4 February 1974: The M62 Coach bombing on this day: Eleven people - including eight British soldiers and two young children - were killed, and 12 seriously injured, when the coach they were travelling in was blown up by an IRA bomb in England.
The private coach was carrying more than 50 people and making its way from Manchester, along the M62, towards a British army base in Catterick, North Yorkshire, when an explosive device in the rear of the vehicle detonated. The explosion happened just after midnight on the eastbound carriageway between Chain Bar, near Bradford and Drightlington, south of Leeds. It could be heard over an area of several miles and scattered bodies for 250 yards along the road.
The coach was carrying soldiers and their families who had been on a weekend break; some of the servicemen were travelling to RAF Leeming, near Darlington. A family of four - Cpl Clifford Haughton, his wife Linda, who were both 23, and their two sons, Lee, five, and Robert, three - were among the dead.
An Englishwoman Judith Ward was convicted of this attack and spent 18 years in prison as a result. At the time of her trial Ward's father, Thomas, had said earlier he did not believe his daughter was capable of such "brutal and callous acts". Her brother, Tommy, said none of the family thought Judith had ever been in the IRA. "We don't think she was so heavily involved. There has been a lot of romancing," he said.
That was a point echoed in court by Ward's solicitor, Andrew Rankin QC, who highlighted many improbabilities in her confessions. They included having been married to an IRA man and having borne a child by another.
Her conviction was always suspect but it took 18 years before it was overturned in 1992 and she was released from captivity. It was one of a series of convictions in the British Courts in the 1970s that were seen by many as 'miscarriages of justice' and that further marred Anglo Irish relations at that time.

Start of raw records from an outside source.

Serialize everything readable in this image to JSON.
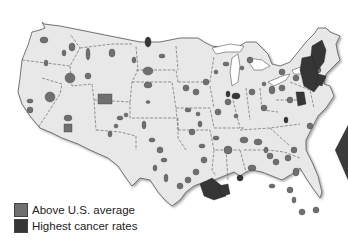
{
  "map": {
    "subject": "U.S. cancer rates by county area",
    "land_color": "#e8e8e8",
    "border_color": "#555555",
    "above_color": "#6f6f6f",
    "highest_color": "#363636"
  },
  "legend": {
    "items": [
      {
        "label": "Above U.S. average",
        "color": "#6f6f6f"
      },
      {
        "label": "Highest cancer rates",
        "color": "#363636"
      }
    ]
  }
}
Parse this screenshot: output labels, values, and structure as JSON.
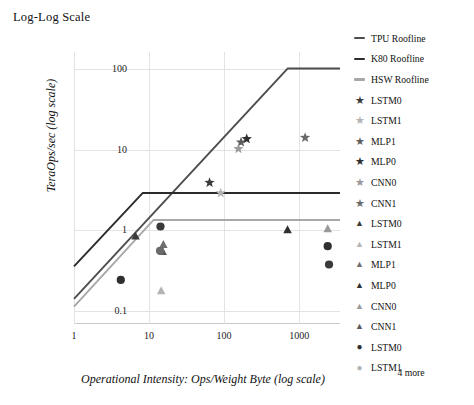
{
  "title": "Log-Log Scale",
  "legend": {
    "more_label": "4 more",
    "items": [
      {
        "label": "TPU Roofline",
        "marker": "line",
        "color": "#4d4d4d"
      },
      {
        "label": "K80 Roofline",
        "marker": "line",
        "color": "#2b2b2b"
      },
      {
        "label": "HSW Roofline",
        "marker": "line",
        "color": "#a8a8a8"
      },
      {
        "label": "LSTM0",
        "marker": "star",
        "color": "#3b3b3b"
      },
      {
        "label": "LSTM1",
        "marker": "star",
        "color": "#b4b4b4"
      },
      {
        "label": "MLP1",
        "marker": "star",
        "color": "#5e5e5e"
      },
      {
        "label": "MLP0",
        "marker": "star",
        "color": "#2f2f2f"
      },
      {
        "label": "CNN0",
        "marker": "star",
        "color": "#9a9a9a"
      },
      {
        "label": "CNN1",
        "marker": "star",
        "color": "#6b6b6b"
      },
      {
        "label": "LSTM0",
        "marker": "triangle",
        "color": "#3b3b3b"
      },
      {
        "label": "LSTM1",
        "marker": "triangle",
        "color": "#b4b4b4"
      },
      {
        "label": "MLP1",
        "marker": "triangle",
        "color": "#6f6f6f"
      },
      {
        "label": "MLP0",
        "marker": "triangle",
        "color": "#2f2f2f"
      },
      {
        "label": "CNN0",
        "marker": "triangle",
        "color": "#9a9a9a"
      },
      {
        "label": "CNN1",
        "marker": "triangle",
        "color": "#5a5a5a"
      },
      {
        "label": "LSTM0",
        "marker": "circle",
        "color": "#2f2f2f"
      },
      {
        "label": "LSTM1",
        "marker": "circle",
        "color": "#b4b4b4"
      }
    ]
  },
  "chart_data": {
    "type": "line",
    "title": "Log-Log Scale",
    "xlabel": "Operational Intensity: Ops/Weight Byte (log scale)",
    "ylabel": "TeraOps/sec (log scale)",
    "xscale": "log",
    "yscale": "log",
    "xlim": [
      1,
      3500
    ],
    "ylim": [
      0.07,
      160
    ],
    "xticks": [
      "1",
      "10",
      "100",
      "1000"
    ],
    "xtick_values": [
      1,
      10,
      100,
      1000
    ],
    "yticks": [
      "100",
      "10",
      "1",
      "0.1"
    ],
    "ytick_values": [
      100,
      10,
      1,
      0.1
    ],
    "grid": true,
    "legend_position": "right",
    "series": [
      {
        "name": "TPU Roofline",
        "color": "#4d4d4d",
        "points": [
          [
            1,
            0.143
          ],
          [
            700,
            100
          ],
          [
            3500,
            100
          ]
        ],
        "ridge_point": [
          700,
          100
        ],
        "peak": 100
      },
      {
        "name": "K80 Roofline",
        "color": "#2b2b2b",
        "points": [
          [
            1,
            0.36
          ],
          [
            8.2,
            2.9
          ],
          [
            3500,
            2.9
          ]
        ],
        "ridge_point": [
          8.2,
          2.9
        ],
        "peak": 2.9
      },
      {
        "name": "HSW Roofline",
        "color": "#a8a8a8",
        "points": [
          [
            1,
            0.115
          ],
          [
            11.5,
            1.35
          ],
          [
            3500,
            1.35
          ]
        ],
        "ridge_point": [
          11.5,
          1.35
        ],
        "peak": 1.35
      }
    ],
    "scatter": [
      {
        "name": "LSTM0",
        "marker": "star",
        "color": "#3b3b3b",
        "x": 64,
        "y": 3.9
      },
      {
        "name": "LSTM1",
        "marker": "star",
        "color": "#b4b4b4",
        "x": 90,
        "y": 2.9
      },
      {
        "name": "MLP1",
        "marker": "star",
        "color": "#5e5e5e",
        "x": 168,
        "y": 12.3
      },
      {
        "name": "MLP0",
        "marker": "star",
        "color": "#2f2f2f",
        "x": 200,
        "y": 13.5
      },
      {
        "name": "CNN0",
        "marker": "star",
        "color": "#9a9a9a",
        "x": 155,
        "y": 10.2
      },
      {
        "name": "CNN1",
        "marker": "star",
        "color": "#6b6b6b",
        "x": 1200,
        "y": 14.0
      },
      {
        "name": "LSTM0",
        "marker": "triangle",
        "color": "#3b3b3b",
        "x": 6.6,
        "y": 0.85
      },
      {
        "name": "LSTM1",
        "marker": "triangle",
        "color": "#b4b4b4",
        "x": 14.5,
        "y": 0.18
      },
      {
        "name": "MLP1",
        "marker": "triangle",
        "color": "#6f6f6f",
        "x": 15.5,
        "y": 0.67
      },
      {
        "name": "MLP0",
        "marker": "triangle",
        "color": "#2f2f2f",
        "x": 700,
        "y": 1.02
      },
      {
        "name": "CNN0",
        "marker": "triangle",
        "color": "#9a9a9a",
        "x": 2400,
        "y": 1.05
      },
      {
        "name": "CNN1",
        "marker": "triangle",
        "color": "#5a5a5a",
        "x": 15.2,
        "y": 0.55
      },
      {
        "name": "LSTM0",
        "marker": "circle",
        "color": "#2f2f2f",
        "x": 4.2,
        "y": 0.245
      },
      {
        "name": "LSTM1",
        "marker": "circle",
        "color": "#6a6a6a",
        "x": 14.0,
        "y": 0.56
      },
      {
        "name": "MLP0",
        "marker": "circle",
        "color": "#3a3a3a",
        "x": 14.2,
        "y": 1.12
      },
      {
        "name": "CNN0",
        "marker": "circle",
        "color": "#2f2f2f",
        "x": 2400,
        "y": 0.64
      },
      {
        "name": "CNN1",
        "marker": "circle",
        "color": "#3a3a3a",
        "x": 2500,
        "y": 0.38
      }
    ]
  }
}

The real killers were never caught.
A memorial to those killed in the M62 coach bombing was later erected at Hartshead Moor service station, where many of the casualties had received impromptu first aid following the explosion. Following a campaign by relatives of the deceased, a larger memorial was later erected several yards away from the entrance hall to the service station, close to an English oak tree planted in 2009 in memory of the deceased. This memorial stone also bears a plaque inscribed with the names and ages of those who died.